The British actress Millie Bobby Brown has created MASSIVE waves in the media recently by sharing her video on Instagram where she turns the tables on the media that’s been “bullying” her during her latest press tour.
Millie Bobby Brown’s recent Instagram post highlighted a disturbing trend: the ruthless criticism of young women by media outlets, often at the hands of female writers. Brown called out several articles with headlines like “Why are Gen-Zers like Millie Bobby Brown aging so badly?” (written by MailOnline journalist Lydia Hawken who has since resigned due to the resulting backlash) and “Millie Bobby Brown mistaken for someone’s mom as she guides younger sister Ava through LA,” written by Cassie Carpenter.
Her words were a powerful reminder that the harshest critics of women are often other women, raising important questions about the dynamics at play.

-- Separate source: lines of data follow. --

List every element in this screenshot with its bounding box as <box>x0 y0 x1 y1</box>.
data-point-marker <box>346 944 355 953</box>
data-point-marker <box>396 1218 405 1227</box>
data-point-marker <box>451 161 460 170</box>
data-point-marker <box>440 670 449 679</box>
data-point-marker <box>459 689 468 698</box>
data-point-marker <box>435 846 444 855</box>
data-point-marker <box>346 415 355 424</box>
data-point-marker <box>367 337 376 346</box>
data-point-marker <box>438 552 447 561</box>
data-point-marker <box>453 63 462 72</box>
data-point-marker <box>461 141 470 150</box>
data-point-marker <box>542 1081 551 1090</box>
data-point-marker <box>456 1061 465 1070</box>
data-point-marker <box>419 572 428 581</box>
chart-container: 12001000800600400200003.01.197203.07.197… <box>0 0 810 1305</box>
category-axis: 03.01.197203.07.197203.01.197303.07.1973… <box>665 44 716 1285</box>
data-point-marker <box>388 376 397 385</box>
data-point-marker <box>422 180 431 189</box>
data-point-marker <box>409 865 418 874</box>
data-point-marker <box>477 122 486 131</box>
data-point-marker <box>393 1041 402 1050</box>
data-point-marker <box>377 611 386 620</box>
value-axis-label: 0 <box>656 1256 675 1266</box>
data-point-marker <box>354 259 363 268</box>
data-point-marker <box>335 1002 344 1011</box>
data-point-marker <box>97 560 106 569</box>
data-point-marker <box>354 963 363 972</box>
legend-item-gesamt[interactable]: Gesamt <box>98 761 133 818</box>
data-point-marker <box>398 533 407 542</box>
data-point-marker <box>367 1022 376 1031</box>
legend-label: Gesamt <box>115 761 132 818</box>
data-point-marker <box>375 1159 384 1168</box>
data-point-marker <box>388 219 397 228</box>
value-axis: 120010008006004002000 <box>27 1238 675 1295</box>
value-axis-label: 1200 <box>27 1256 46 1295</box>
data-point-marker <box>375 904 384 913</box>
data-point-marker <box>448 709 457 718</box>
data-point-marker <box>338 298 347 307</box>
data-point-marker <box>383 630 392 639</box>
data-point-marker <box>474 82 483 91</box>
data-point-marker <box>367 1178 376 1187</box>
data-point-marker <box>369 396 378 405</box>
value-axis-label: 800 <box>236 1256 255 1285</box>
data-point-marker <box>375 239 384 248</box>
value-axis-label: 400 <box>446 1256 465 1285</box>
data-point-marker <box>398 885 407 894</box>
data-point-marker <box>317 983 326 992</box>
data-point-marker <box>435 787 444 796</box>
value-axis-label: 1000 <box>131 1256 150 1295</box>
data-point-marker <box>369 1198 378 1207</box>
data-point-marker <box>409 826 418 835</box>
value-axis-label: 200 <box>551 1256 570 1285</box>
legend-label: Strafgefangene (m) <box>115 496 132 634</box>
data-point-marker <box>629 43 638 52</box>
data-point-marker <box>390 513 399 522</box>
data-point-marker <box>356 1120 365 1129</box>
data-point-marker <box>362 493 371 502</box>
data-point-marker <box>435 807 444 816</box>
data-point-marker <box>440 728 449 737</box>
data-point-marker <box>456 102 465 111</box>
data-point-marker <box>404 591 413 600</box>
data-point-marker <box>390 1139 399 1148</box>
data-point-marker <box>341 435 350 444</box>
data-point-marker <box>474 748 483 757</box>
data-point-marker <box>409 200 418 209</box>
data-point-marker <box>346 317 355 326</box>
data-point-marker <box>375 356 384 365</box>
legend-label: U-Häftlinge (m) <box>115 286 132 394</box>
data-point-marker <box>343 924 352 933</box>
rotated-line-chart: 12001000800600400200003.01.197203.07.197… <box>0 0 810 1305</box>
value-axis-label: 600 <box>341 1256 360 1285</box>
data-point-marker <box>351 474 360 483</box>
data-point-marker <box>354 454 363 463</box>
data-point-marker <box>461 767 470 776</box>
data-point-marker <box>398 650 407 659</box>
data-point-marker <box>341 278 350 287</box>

This has long been observed in the media world – the examples are so many that one would have to spend days just listing them all.
The standard explanation for this phenomenon points to internalised misogyny (see for example Sandra Lee Bartky – In “Femininity and Domination”, 1990) – the idea that women have absorbed patriarchal values and perpetuate them against each other. While this framework offers some insights, I believe it provides an incomplete picture of a more complex social dynamic. By examining this issue more thoroughly, we might better understand why women can be so cruel to one another, particularly in media contexts.
Beyond the Patriarchy Explanation
The default response to female-on-female criticism often invokes patriarchy as the root cause. This perspective suggests that women have internalised male-dominated social values that reduce women to their appearance and youth, leading them to enforce these standards on other women. Feminist philosopher Sandra Lee Bartky explored this concept in her influential work “Femininity and Domination” (1990), noting how women often become “panoptical males” surveilling both themselves and other women.
While there’s merit to this analysis, it doesn’t fully explain the intensity and persistence of these behaviours, nor does it account for their manifestation in female-dominated spaces. As philosopher Christina Hoff Sommers argues in “Who Stole Feminism?” (1994), reducing complex female social behaviours entirely to patriarchal conditioning risks oversimplification and obscures women’s authentic agency in these dynamics.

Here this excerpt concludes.